The most common challenge I register working with clients is that most people have challenges finding enough time to pursue their goals.

You will agree that it is certainly a common issue most of us face as we go about our lives doing our best to balance family, work, social and other parts of life. Here I am making time on Wednesday night writing an article that was due on Thursday before 12 noon each week for editing and preparation before Monday publishing.

Allow me to recommend a simple exercise whenever you find yourself in a situation where you just can’t seem to find the time or enthusiasm to “do the work” required to move you from where you are to where you desire to be. It could be anything from starting a business, moving jobs, going back to school, starting a family or buying a home.

Ask yourself the all-important question: “how much do I REALLY want to do this?”

Hold on to that answer as I share something I have found to be painfully true in mine and the lives of many others. You know —at any given time — we all do exactly what we want to be doing. There are times we may do certain things out of fear, to score points, avoid embarrassment or to fulfil an obligation. Whatever the reasons you tell yourself or others, the truth is that you control what you do at any given moment.

And what you are doing right now — reading this article, by definition, is something you have given priority over any and all of the other things you could be doing.

You can tell me that you do not have enough time to pursue your goals however many times it suits you. I remain unconvinced that you are too busy to do what needs to be done to get you to your goal. It is not an issue you can simply classify as procrastination either. In fact, I am convinced that the underlying issue is that you have lost the ability or willingness, to be honest with yourself and the rest of the world about what you do want and what you do not want. I sincerely hope this is a temporary situation of dishonesty.

Doing what others want you to do is programming so deep that you suppress your own true wants in favour of other people’s wants and needs. Is it a wonder you procrastinate?

If you truly want to achieve your goals, go out and achieve them. Period. If you do not want to achieve your goals and instead do what you enjoy, please ahead and have enjoyment as your goal. Forget about all your other flowery politically correct goals.

READ: Set yourself up for success with highly ambitious goals

My thinking is that if you are not going to be totally honest with yourself, no amount of effort, luck, or even divine intervention is going to get you to your goals because you do not ever point yourself in that direction.

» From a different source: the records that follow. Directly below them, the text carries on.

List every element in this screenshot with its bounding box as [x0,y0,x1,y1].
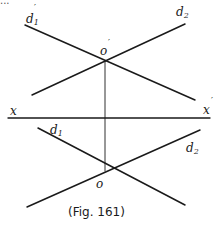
label-d1-sub: 1 [58,129,63,138]
prime-mark-d1: ′ [34,3,36,13]
label-d2: d2 [186,142,199,156]
label-d1-prime-sub: 1 [34,18,39,27]
label-x-prime: x [203,104,210,116]
label-d2-base: d [186,141,194,155]
label-o-prime-base: o [100,44,107,58]
label-d2-sub: 2 [194,147,199,156]
label-o: o [96,178,103,190]
line-d2 [27,130,200,207]
label-d1: d1 [50,124,63,138]
descriptive-geometry-figure [0,0,217,230]
prime-mark-o: ′ [108,38,110,48]
label-x-base: x [10,104,17,118]
label-x: x [10,105,17,117]
label-o-base: o [96,177,103,191]
label-d2-prime: d2 [176,6,189,20]
label-d1-base: d [50,123,58,137]
figure-caption: (Fig. 161) [68,205,125,219]
prime-mark-x: ′ [211,96,213,106]
label-d1-prime-base: d [26,12,34,26]
line-d1 [38,128,185,205]
label-x-prime-base: x [203,103,210,117]
label-d1-prime: d1 [26,13,39,27]
label-d2-prime-sub: 2 [184,11,189,20]
line-d2-prime [32,24,185,95]
label-d2-prime-base: d [176,5,184,19]
label-o-prime: o [100,45,107,57]
line-d1-prime [25,25,195,100]
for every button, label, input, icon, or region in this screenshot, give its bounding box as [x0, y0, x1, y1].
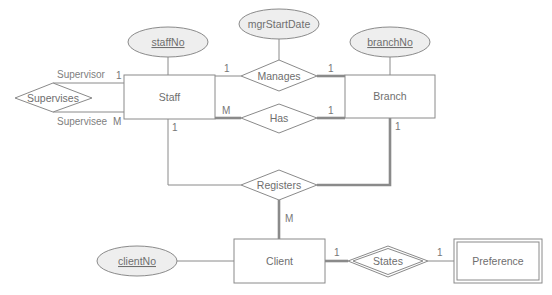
attribute-clientno: clientNo — [97, 246, 177, 276]
relationship-label: Has — [270, 112, 289, 124]
entity-label: Branch — [373, 90, 406, 102]
entity-preference-weak: Preference — [454, 239, 542, 283]
connector-branch-registers — [317, 118, 390, 185]
relationship-label: Manages — [257, 70, 300, 82]
entity-label: Client — [266, 255, 293, 267]
relationship-label: Supervises — [27, 92, 79, 104]
attribute-label: staffNo — [151, 36, 184, 48]
er-diagram: staffNo mgrStartDate branchNo clientNo S… — [0, 0, 552, 295]
cardinality-supervisee: M — [113, 116, 121, 127]
entity-branch: Branch — [345, 75, 435, 118]
cardinality-supervisor: 1 — [116, 70, 122, 81]
relationship-states-identifying: States — [348, 246, 428, 277]
entity-staff: Staff — [124, 75, 215, 119]
attribute-label: clientNo — [118, 255, 156, 267]
connector-staff-registers — [168, 119, 241, 185]
relationship-label: Registers — [257, 179, 301, 191]
relationship-registers: Registers — [241, 170, 317, 200]
cardinality-registers-branch: 1 — [395, 121, 401, 132]
role-supervisee: Supervisee — [57, 116, 107, 127]
attribute-branchno: branchNo — [350, 27, 430, 57]
role-supervisor: Supervisor — [57, 69, 105, 80]
attribute-label: mgrStartDate — [248, 18, 311, 30]
cardinality-has-branch: 1 — [328, 105, 334, 116]
relationship-manages: Manages — [241, 60, 317, 91]
cardinality-manages-staff: 1 — [224, 63, 230, 74]
cardinality-registers-client: M — [285, 213, 293, 224]
entity-client: Client — [234, 239, 325, 283]
relationship-label: States — [373, 255, 403, 267]
entity-label: Staff — [159, 91, 180, 103]
cardinality-registers-staff: 1 — [172, 122, 178, 133]
attribute-label: branchNo — [367, 36, 413, 48]
cardinality-has-staff: M — [222, 105, 230, 116]
relationship-has: Has — [241, 104, 317, 133]
attribute-mgrstartdate: mgrStartDate — [239, 9, 319, 39]
attribute-staffno: staffNo — [128, 27, 208, 57]
entity-label: Preference — [472, 255, 524, 267]
cardinality-states-client: 1 — [334, 247, 340, 258]
relationship-supervises: Supervises — [15, 83, 92, 112]
cardinality-manages-branch: 1 — [328, 63, 334, 74]
cardinality-states-preference: 1 — [437, 247, 443, 258]
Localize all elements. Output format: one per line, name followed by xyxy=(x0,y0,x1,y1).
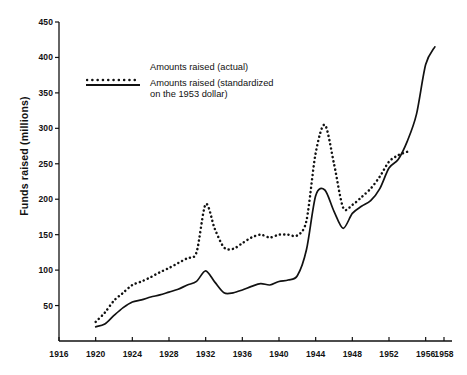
plot-canvas xyxy=(0,0,467,375)
chart-figure: Funds raised (millions) 5010015020025030… xyxy=(0,0,467,375)
series-line-standardized xyxy=(96,47,435,327)
data-series-layer xyxy=(96,47,435,327)
axis-lines xyxy=(55,22,452,341)
series-line-actual xyxy=(96,125,408,322)
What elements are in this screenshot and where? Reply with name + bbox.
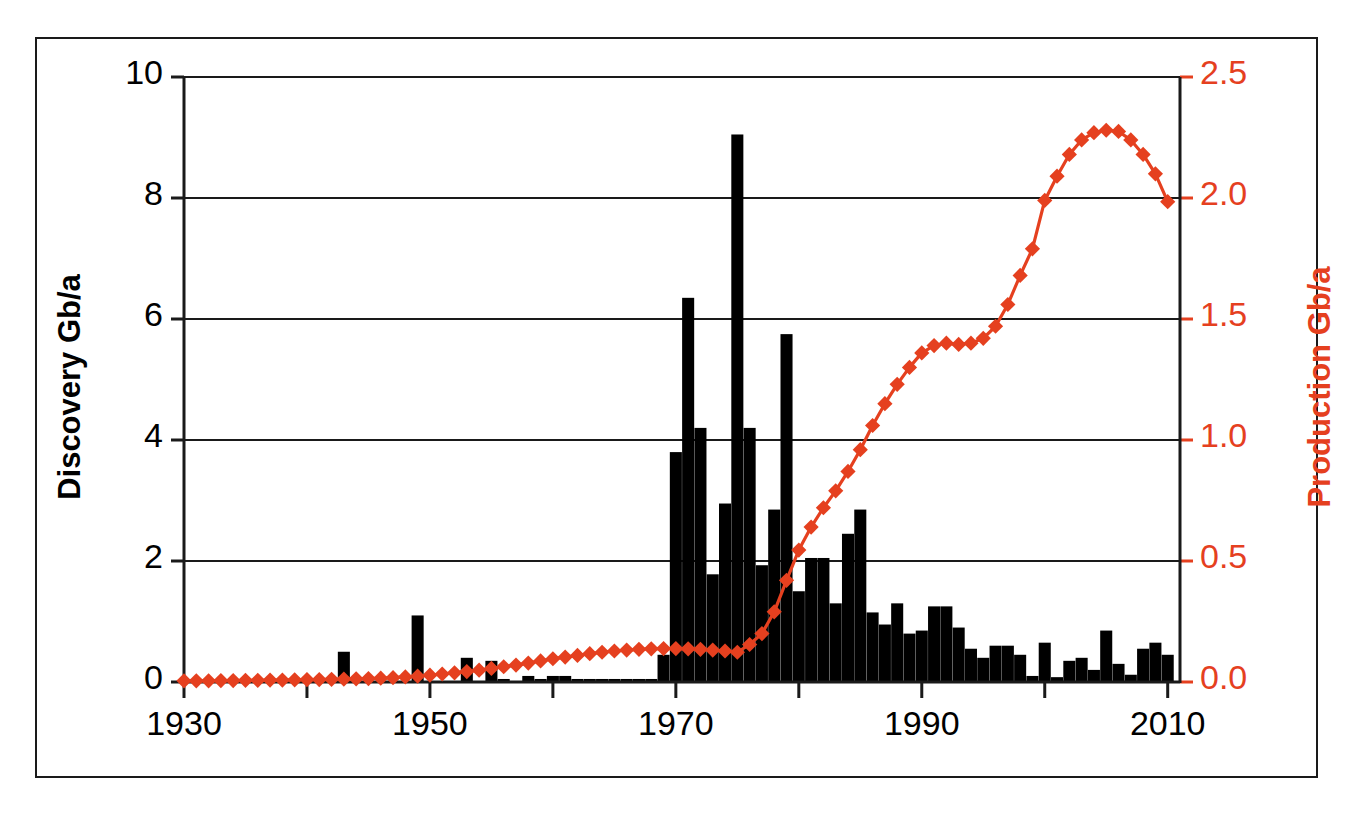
discovery-bar	[903, 634, 915, 682]
discovery-bar	[1002, 646, 1014, 682]
production-marker	[791, 543, 806, 558]
production-marker	[558, 649, 573, 664]
discovery-bar	[965, 649, 977, 682]
production-marker	[496, 659, 511, 674]
discovery-bar	[1088, 670, 1100, 682]
discovery-bar	[1112, 664, 1124, 682]
production-marker	[570, 648, 585, 663]
discovery-bar	[817, 558, 829, 682]
right-axis-tick-label: 1.0	[1200, 416, 1310, 455]
production-marker	[1086, 125, 1101, 140]
right-axis-tick-label: 0.5	[1200, 537, 1310, 576]
production-marker	[594, 645, 609, 660]
production-marker	[607, 643, 622, 658]
discovery-bar	[953, 628, 965, 682]
discovery-bar	[830, 603, 842, 682]
x-axis-tick-label: 2010	[1088, 704, 1248, 743]
axis-lines-group	[184, 77, 1180, 683]
discovery-bar	[891, 603, 903, 682]
discovery-bar	[842, 534, 854, 682]
x-axis-tick-label: 1950	[350, 704, 510, 743]
left-axis-title: Discovery Gb/a	[52, 222, 88, 552]
production-marker	[804, 520, 819, 535]
discovery-bar	[731, 134, 743, 682]
discovery-bar	[854, 510, 866, 682]
left-axis-tick-label: 4	[75, 416, 163, 455]
gridlines-group	[184, 77, 1180, 561]
discovery-bar	[867, 612, 879, 682]
production-marker	[447, 665, 462, 680]
left-axis-tick-label: 8	[75, 174, 163, 213]
production-marker	[533, 653, 548, 668]
discovery-bar	[780, 334, 792, 682]
production-marker	[926, 338, 941, 353]
production-marker	[840, 464, 855, 479]
figure-frame: Discovery Gb/a Production Gb/a 0246810 0…	[35, 37, 1318, 778]
right-axis-tick-label: 2.0	[1200, 174, 1310, 213]
production-marker	[619, 642, 634, 657]
production-marker	[865, 418, 880, 433]
right-axis-tick-label: 0.0	[1200, 658, 1310, 697]
discovery-bar	[682, 298, 694, 682]
left-axis-tick-label: 6	[75, 295, 163, 334]
production-marker	[1160, 194, 1175, 209]
production-marker	[472, 663, 487, 678]
right-axis-title: Production Gb/a	[1302, 222, 1338, 552]
production-marker	[508, 657, 523, 672]
left-axis-tick-label: 10	[75, 53, 163, 92]
discovery-bar	[1137, 649, 1149, 682]
production-marker	[1025, 241, 1040, 256]
production-marker	[951, 337, 966, 352]
production-marker	[582, 646, 597, 661]
production-marker	[1049, 169, 1064, 184]
left-axis-tick-label: 0	[75, 658, 163, 697]
production-marker	[1037, 193, 1052, 208]
discovery-bar	[1039, 643, 1051, 682]
discovery-bar	[879, 625, 891, 682]
right-axis-tick-label: 2.5	[1200, 53, 1310, 92]
discovery-bar	[1014, 655, 1026, 682]
chart-canvas	[37, 39, 1316, 776]
production-marker	[877, 396, 892, 411]
production-marker	[521, 656, 536, 671]
discovery-bar	[793, 591, 805, 682]
right-axis-tick-label: 1.5	[1200, 295, 1310, 334]
production-marker	[1000, 297, 1015, 312]
discovery-bar	[1063, 661, 1075, 682]
discovery-bar	[1162, 655, 1174, 682]
discovery-bar	[658, 655, 670, 682]
discovery-bar	[990, 646, 1002, 682]
production-marker	[939, 336, 954, 351]
production-marker	[435, 666, 450, 681]
discovery-bar	[940, 606, 952, 682]
axis-ticks-group	[171, 77, 1193, 698]
discovery-bar	[768, 510, 780, 682]
discovery-bar	[1149, 643, 1161, 682]
production-marker	[545, 651, 560, 666]
discovery-bar	[977, 658, 989, 682]
production-marker	[1013, 268, 1028, 283]
x-axis-tick-label: 1970	[596, 704, 756, 743]
production-marker	[1099, 123, 1114, 138]
x-axis-tick-label: 1930	[104, 704, 264, 743]
discovery-bar	[805, 558, 817, 682]
discovery-bar	[928, 606, 940, 682]
discovery-bar	[916, 631, 928, 682]
chart-figure: Discovery Gb/a Production Gb/a 0246810 0…	[0, 0, 1356, 816]
discovery-bars-group	[338, 134, 1174, 682]
discovery-bar	[1100, 631, 1112, 682]
discovery-bar	[1076, 658, 1088, 682]
x-axis-tick-label: 1990	[842, 704, 1002, 743]
left-axis-tick-label: 2	[75, 537, 163, 576]
discovery-bar	[707, 574, 719, 682]
production-marker	[853, 442, 868, 457]
production-marker	[1148, 166, 1163, 181]
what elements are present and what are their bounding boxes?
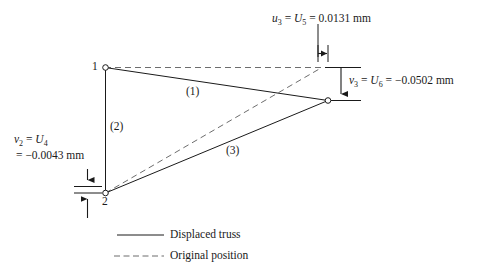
node-2-label: 2 [102, 195, 108, 207]
u3-equals-2: = [309, 12, 316, 24]
v3-symbol-sub: 3 [354, 80, 358, 89]
member-1-line [105, 68, 328, 101]
legend-sample-lines [114, 235, 164, 256]
v2-equals-1: = [26, 133, 33, 145]
u3-value: 0.0131 mm [319, 12, 371, 24]
member-2-label: (2) [110, 120, 123, 132]
v2-dimension-group [74, 169, 102, 218]
member-3-label: (3) [226, 144, 239, 156]
legend-label-displaced-truss: Displaced truss [170, 228, 241, 240]
node-3-marker [325, 98, 331, 104]
figure-canvas: u3 = U5 = 0.0131 mm v3 = U6 = −0.0502 mm… [0, 0, 490, 278]
u3-annotation: u3 = U5 = 0.0131 mm [272, 11, 371, 27]
v2-annotation: v2 = U4 = −0.0043 mm [14, 132, 84, 163]
u3-dimension-group [318, 24, 328, 62]
v3-ref: U [370, 74, 378, 86]
v3-ref-sub: 6 [379, 80, 383, 89]
legend-label-original-position: Original position [170, 249, 248, 261]
displaced-truss-group [105, 68, 328, 194]
member-1-label: (1) [186, 85, 199, 97]
v2-equals-2: = [16, 149, 23, 161]
v3-equals-2: = [386, 74, 393, 86]
v3-annotation: v3 = U6 = −0.0502 mm [349, 73, 454, 89]
node-1-marker [103, 65, 109, 71]
u3-symbol-sub: 3 [278, 18, 282, 27]
v3-equals-1: = [361, 74, 368, 86]
v2-value-line: = −0.0043 mm [16, 148, 84, 164]
v2-ref-sub: 4 [44, 139, 48, 148]
original-position-group [105, 68, 322, 194]
v2-symbol-sub: 2 [19, 139, 23, 148]
node-1-label: 1 [92, 60, 98, 72]
v2-ref: U [35, 133, 43, 145]
u3-ref-sub: 5 [302, 18, 306, 27]
u3-equals-1: = [285, 12, 292, 24]
v2-value: −0.0043 mm [25, 149, 84, 161]
member-3-line [106, 101, 329, 194]
original-member-3-dashed [106, 68, 322, 193]
v3-value: −0.0502 mm [395, 74, 454, 86]
u3-symbol: u [272, 12, 278, 24]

A good teacher once told us: “The truth shall set you free.” Now I am not talking about going to a confessional to unburden your conscience about which commandment you have broken. Being honest is being clear to yourself if to no one else about the real reason you are not making the time to achieve your goals.

I say “making time” because, by natural law, you do have to make time within your 24 hours because no one gets the 25th one. We all the same time allotment to work with as we please.

What are your goals made up of? Are they authentically yours? Are the payoffs from their achievement big enough to fire up your belly? If they are not, you will not put in the work required for their manifestation no matter how many people urge you on.

What does the voice inside you — the real you tell you that you want to do? Is your answer in line with utmost desire for yourself?

Before you go indulging yourself at the expense of your most meaningful goals, please bear in mind that success is achieved by doing what failures do not like to do.